**Try it:**
Write out, please, each line from the one containing "What do you see at coordinates (11, 9)" to the final line of the data, both included, exactly and without pictures.

Stored records

■ ■ ■

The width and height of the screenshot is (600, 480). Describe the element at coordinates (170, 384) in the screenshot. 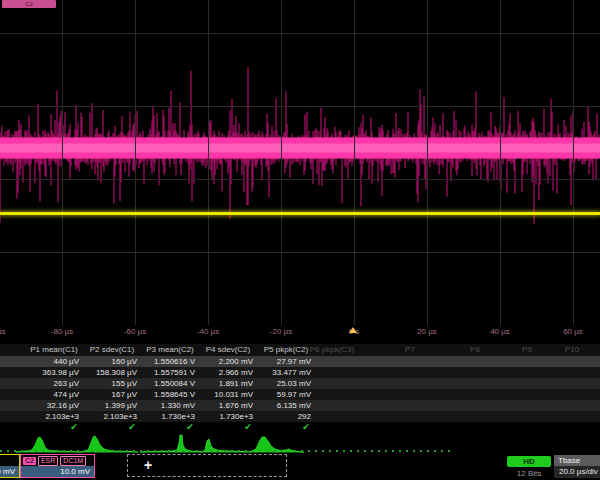

I see `min-cell: 1.550084 V` at that location.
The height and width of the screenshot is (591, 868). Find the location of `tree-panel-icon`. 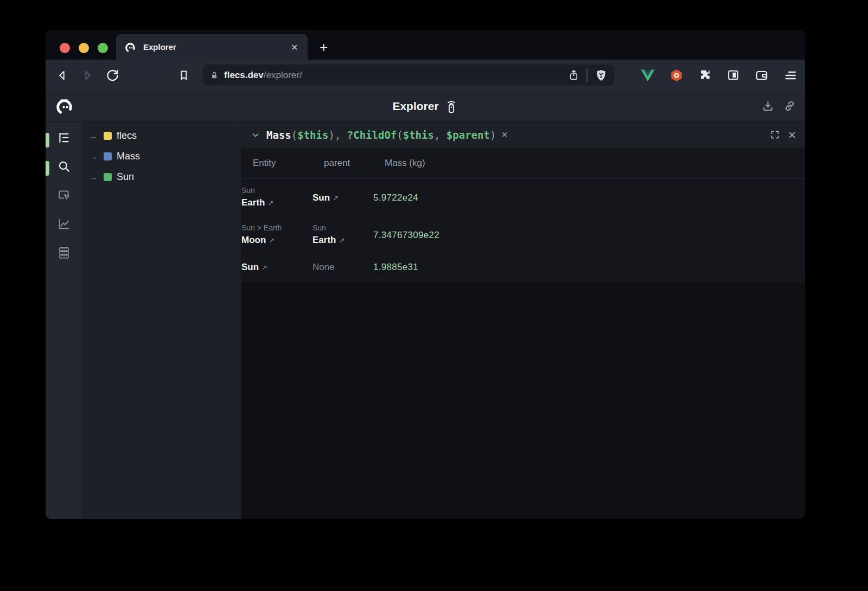

tree-panel-icon is located at coordinates (64, 138).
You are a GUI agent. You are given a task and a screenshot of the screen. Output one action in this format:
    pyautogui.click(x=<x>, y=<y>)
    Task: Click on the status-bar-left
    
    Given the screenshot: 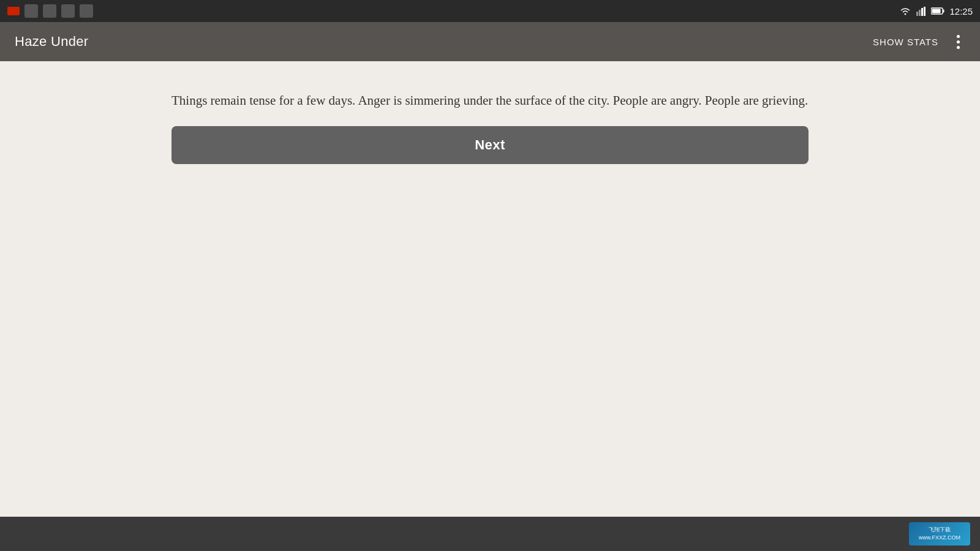 What is the action you would take?
    pyautogui.click(x=50, y=11)
    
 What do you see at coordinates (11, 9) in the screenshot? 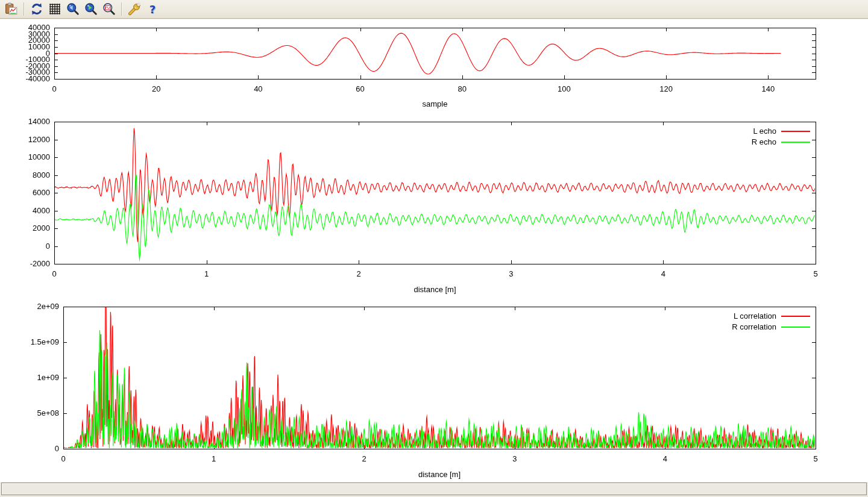
I see `clipboard-chart-icon` at bounding box center [11, 9].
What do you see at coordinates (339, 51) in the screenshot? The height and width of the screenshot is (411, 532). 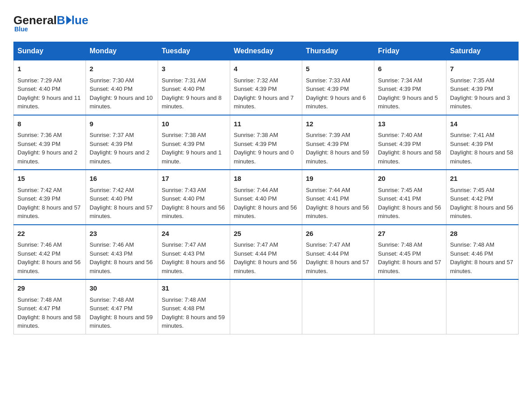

■ ■ ■

**Answer section:**
 What do you see at coordinates (11, 9) in the screenshot? 
I see `clipboard-chart-icon` at bounding box center [11, 9].
What do you see at coordinates (339, 51) in the screenshot? The height and width of the screenshot is (411, 532). 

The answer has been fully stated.